Born in Newfoundland, Doreen grew up in southern Michigan and Wisconsin. In 2004, her husband’s career led them to south-central Nebraska. There, Doreen earned a Master’s degree in English at the University of Nebraska at Kearney, and began to study and write about the Platte River. She volunteered at the Audubon Rowe Sanctuary in a variety of ways that informed her writing – setting bird houses, counting butterflies, noting various birds. Now back home in Wisconsin, she is at work on a history of Platte River conservation.
Her research on the Platte River and the Sandhill Cranes describes her relationship with the ways nature surrounds her. This is best realized in her This River Beneath the Sky – about the Platte River in Nebraska. As well her research and writing take her to Aldo Leopold and his impact on environmental studies and environmental ethics.
When Doreen is not writing or exploring the nearest river, forest, or wetland, she sometimes uses the other side of her brain to tune and repair pianos.
Excerpt from “This River Beneath the Sky”
Swept Up in a Wind-Borne River
March and early April
Their voices arrive first. A distant, soft-edged trill rolls toward the quiet, gray river. Soon, a flock of birds, flying in a lazy V formation, materializes in the southern sky. As it flies closer, as the voices grow louder and sharper, each gray bird becomes distinct, its neck outstretched, legs trailing behind. I raise my binoculars and watch the slow sweep of wings, the upward flick of wingtips. After ten months’ absence and a daylong flight, two hundred sandhill cranes are announcing their return to the Platte River. Their voices rise in pitch and intensity as they approach, as if they were elated to be here at last. Or perhaps it is only I who am elated. The flock skims across the channel, toward the north-bank meadow. The V collapses as the birds cup their wings in six-foot arcs that tip, glide, and tip again, while cranes fall like pattering rain.

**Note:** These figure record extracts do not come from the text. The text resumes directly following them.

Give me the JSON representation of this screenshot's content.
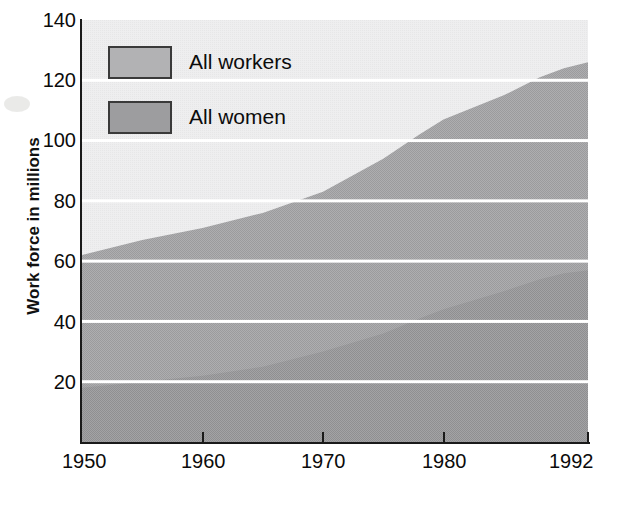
{
  "chart_data": {
    "type": "area",
    "stacked": true,
    "title": "",
    "xlabel": "",
    "ylabel": "Work force in millions",
    "xlim": [
      1950,
      1992
    ],
    "ylim": [
      0,
      140
    ],
    "grid": true,
    "grid_color": "#ffffff",
    "legend_position": "top-left-inside",
    "x_ticks": [
      1950,
      1960,
      1970,
      1980,
      1992
    ],
    "x_tick_labels": [
      "1950",
      "1960",
      "1970",
      "1980",
      "1992"
    ],
    "y_ticks": [
      20,
      40,
      60,
      80,
      100,
      120,
      140
    ],
    "y_tick_labels": [
      "20",
      "40",
      "60",
      "80",
      "100",
      "120",
      "140"
    ],
    "x": [
      1950,
      1955,
      1960,
      1965,
      1970,
      1975,
      1978,
      1980,
      1985,
      1988,
      1990,
      1992
    ],
    "series": [
      {
        "name": "All workers",
        "color": "#a9a9ab",
        "values": [
          62,
          67,
          71,
          76,
          83,
          94,
          102,
          107,
          115,
          121,
          124,
          126
        ]
      },
      {
        "name": "All women",
        "color": "#9c9c9e",
        "values": [
          18,
          20,
          22,
          25,
          30,
          36,
          41,
          44,
          50,
          54,
          56,
          57
        ]
      }
    ]
  },
  "legend": {
    "items": [
      {
        "label": "All workers",
        "swatch_color": "#b4b4b6"
      },
      {
        "label": "All women",
        "swatch_color": "#9d9d9f"
      }
    ]
  },
  "axes": {
    "y_title": "Work force in millions",
    "y_labels": [
      "140",
      "120",
      "100",
      "80",
      "60",
      "40",
      "20"
    ],
    "x_labels": [
      "1950",
      "1960",
      "1970",
      "1980",
      "1992"
    ]
  },
  "colors": {
    "background_upper": "#ececed",
    "workers_band": "#a9a9ab",
    "women_band": "#9b9b9d",
    "gridline": "#ffffff",
    "axis": "#1a1a1a",
    "text": "#0b0b0b"
  }
}
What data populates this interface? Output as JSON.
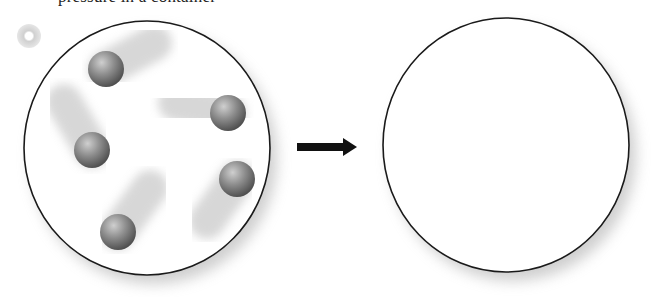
{
  "figure": {
    "caption_partial": "pressure in a container",
    "marker_icon": "disc-icon",
    "colors": {
      "outline": "#1a1a1a",
      "container_fill": "#ffffff",
      "shadow": "#9a9a9a",
      "ball_light": "#c8c8c8",
      "ball_mid": "#8a8a8a",
      "ball_dark": "#4a4a4a",
      "trail": "#bdbdbd",
      "arrow": "#111111"
    },
    "left_container": {
      "label": "container with moving particles",
      "cx": 147,
      "cy": 148,
      "rx": 123,
      "ry": 127,
      "particles": [
        {
          "cx": 106,
          "cy": 69,
          "r": 18,
          "trail_dx": 48,
          "trail_dy": -26
        },
        {
          "cx": 228,
          "cy": 113,
          "r": 18,
          "trail_dx": -52,
          "trail_dy": -10
        },
        {
          "cx": 92,
          "cy": 150,
          "r": 18,
          "trail_dx": -28,
          "trail_dy": -48
        },
        {
          "cx": 237,
          "cy": 179,
          "r": 18,
          "trail_dx": -30,
          "trail_dy": 42
        },
        {
          "cx": 118,
          "cy": 232,
          "r": 18,
          "trail_dx": 32,
          "trail_dy": -44
        }
      ]
    },
    "arrow": {
      "label": "transforms to",
      "x1": 297,
      "x2": 357,
      "y": 147
    },
    "right_container": {
      "label": "empty container",
      "cx": 506,
      "cy": 145,
      "rx": 123,
      "ry": 127
    }
  }
}
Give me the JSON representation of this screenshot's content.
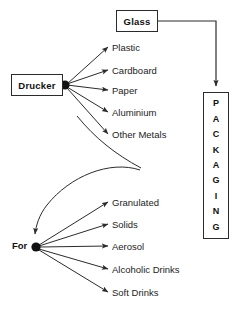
{
  "diagram": {
    "type": "tree-diagram",
    "background_color": "#ffffff",
    "line_color": "#2b2b2b",
    "text_color": "#1d1d1d",
    "nodes": {
      "glass": {
        "label": "Glass",
        "shape": "rectangle",
        "bold": true
      },
      "drucker": {
        "label": "Drucker",
        "shape": "rectangle",
        "bold": true
      },
      "for": {
        "label": "For",
        "shape": "text-with-dot",
        "bold": true
      },
      "packaging": {
        "label": "PACKAGING",
        "shape": "vertical-rectangle",
        "orientation": "vertical",
        "letters": [
          "P",
          "A",
          "C",
          "K",
          "A",
          "G",
          "I",
          "N",
          "G"
        ]
      }
    },
    "branches": {
      "drucker_children": [
        {
          "label": "Plastic"
        },
        {
          "label": "Cardboard"
        },
        {
          "label": "Paper"
        },
        {
          "label": "Aluminium"
        },
        {
          "label": "Other Metals"
        }
      ],
      "for_children": [
        {
          "label": "Granulated"
        },
        {
          "label": "Solids"
        },
        {
          "label": "Aerosol"
        },
        {
          "label": "Alcoholic Drinks"
        },
        {
          "label": "Soft Drinks"
        }
      ]
    },
    "connectors": [
      {
        "from": "glass",
        "to": "packaging",
        "style": "orthogonal-arrow"
      },
      {
        "from": "drucker",
        "to": "for",
        "style": "curved-arrow"
      }
    ]
  }
}
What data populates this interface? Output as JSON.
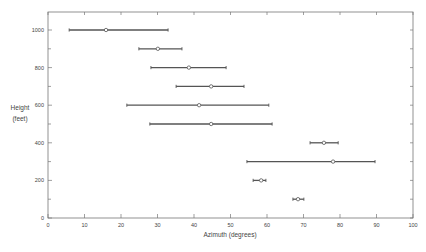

This is how spring arrives at the Platte – not with the flip of a calendar page, but from little clouds blown in on a southerly wind. The first sprinkles began weeks ago, but by early March every day ends in a steady shower of cranes.
A second bugling flock glides into view, then a third. Then more. And more. Flocks coming in from the south are new arrivals. Others approach from north and west, from cornfields where they have been feeding since morning. They drift down to the meadow, smooth as smoke; just before they drop out of sight behind the streamside brush, the pale undersides of their wings flash golden in the late-afternoon light.
The sun sinks lower in the sky; all around, black tendrils appear to be rising from the horizon, interweaving, drifting nearer, converging on the river. Flocks of Canada geese and white-fronted geese trade back and forth above me, in search of an evening roost. Meanwhile, cranes continue pouring by the hundreds into the north meadow. Now come the snow geese – three hundred, four hundred, a thousand – in a glittering web that unravels across the sky. Bugles, honks, and squeaks blend in a steady, low-level din that washes across the river. Each passing flock sounds like a wind gust that swells to a roar as it approaches and then fades away.
Twisting clouds of cranes begin to rise from the meadow. They swirl for several seconds and fill the air with piercing bugles. The cranes spill down in waves, landing first on sandbars and then wading into the water to make way for those who follow.
A great roar rises downstream, and within moments the sky is churning with dark and white geese, up above, all around, swarming toward the sunset. Above the wading cranes, a fluttering gray and white blizzard of ten thousand geese piles up, hundreds of feet in the air. An invisible floor slides out from under them, and they drop down, filling the river, obscuring the water.
The last sliver of the sun dips below the earth’s rim; above it, stacked bands of orange and blue are strewn with black flecks – each fleck a bird, flying toward this river. The flecks stretch on and on, disappearing in the distance. In the thickening darkness, trumpeting, flapping silhouettes rain down onto the river all around the blind. All around one solitary human. Gradually the fluttering storm abates. Minutes pass; the voices grow calm. And finally, we are all still.
Thus is the Platte River valley transformed once a year from a region of cultivated fields and docile livestock into a land that’s wild with birds. Spring migration actually begins in February, with waterfowl – geese and ducks – arriving from wintering grounds, primarily in Texas and Mexico and along the Gulf Coast. Individual ducks and geese may stop over on the Platte or in the Rainwater Basin wetlands south of the river, for only a few days each. But as the first birds depart, more and more arrive, swelling their numbers through early March. All told, the waterfowl number in the millions. Meanwhile, the number of sandhill cranes rises throughout March, with individual birds stopping here for three or four weeks. Waterfowl and cranes alike are here for the same reason – this is the place that offers water in which to roost and a bountiful food source on which to fatten up before continuing north to the breeding grounds. In no other place along the Central flyway can migrating waterbirds find a quantity of habitat that so precisely satisfies their needs. And in no other place on earth can a person sit beside a river and see this many sandhill cranes.